Alice snorted, a very unladylike sound. “No, I guess you didn't. I can see the fear in your face, Marcus. If I ever find out you had anything to do with this, in any way, I will keep my promise. Believe me, I will.”
Jenny, too big to be in her mother's arms, squealed to be set down. She yanked at Alice's hairdo with sticky hands.
“She belongs in an institution,” Marcus said through tight lips.
“That's one place she will never go, and don't ever say that to me again. Say good-bye to your daddy, Jenny,” Alice taunted.
The judge slammed the door in both their faces. “Come along, sweetie, I'm going to clean you up, and then we'll play with your new doll house. Mama loves you,” Alice crooned as she took Jenny upstairs to the nursery.
At his campaign headquarters, Mac made a statement on the evening news. It was a short, complete denial. In a voice shaking with compassion, he explained who Lily Gia and her son were. He ended with a plea. “Lily Gia is dead. She was a nurse who took care of your sons, saved their lives, and then had the misfortune to fall in love with an American doctor who refuses to acknowledge the child he gave her. The boy deserves a better life than an orphanage can give him. I was prepared to adopt him, and I still am, if that is possible, since his real father wants no part of him. That's all I have to say, ladies and gentlemen.”

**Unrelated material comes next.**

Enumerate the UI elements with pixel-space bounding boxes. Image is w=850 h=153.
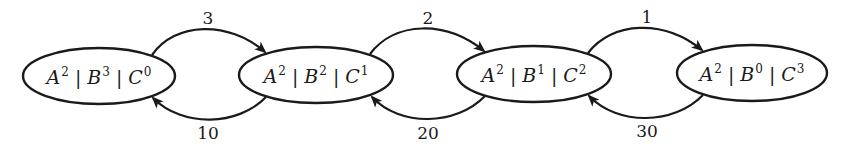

Beyond his news appearance, Mac refused to comment. “It's up to the voters who they believe,” he told his campaign workers. “I'll take my chances with them.”
“That's good enough for me,” Benny said.
“Me too,” Sadie agreed, her eyes alight with pride.
“Benny, can I see you a minute, in private?” Mac said as soon as Sadie was out of earshot.
In a tiny room filled with stacks of campaign literature, Mac told Benny about the phone call he'd had earlier from the private detective.
“He honest to God found him!” Benny yelped.
“Found him and he's goddamn alive,” Mac hissed. “Where the hell is Perth Amboy, New Jersey?”
Benny shrugged. “He's alive! We should kill him, Mac, for what he's done to Sadie. We're going there, right?”
“Just as soon as we can scare up a map of New Jersey, square things away here, and get something to eat. It's almost midnight now. If we drive all night, there won't be much traffic, and we'll be there when he wakes up. What do you say?”
“Listen, I'm game. I can't wait to see this guy. I've got this picture of Bill in my head of what he looks like now. How about you? I never thought they'd find him. Do we bring him back with us?” Benny asked anxiously.
“Even if we have to hog-tie him.”
“They call that kidnapping, buddy. Since you're a public figure, maybe I'd better do the hog-tying.”
 
T
HE CAMPAIGN WAS
forgotten, as was everything else, when the two friends set out for New Jersey in Benny's Land Rover. They drank coffee and ate sandwiches Carol had prepared at the last minute as they tooled along the turnpike. Their conversation consisted of ways they could torture the still-faceless Bill. When they ran out of possibilities, they tried to guess what Sadie's reaction would be when they marched Bill into the bar.
Six hours later, Benny pulled the Land Rover into a service station.
“We're in Perth Amboy,” Mac said as they waited to have the tank filled at a Texaco station. “Ask this guy where we are and how close we are to Elm Street.”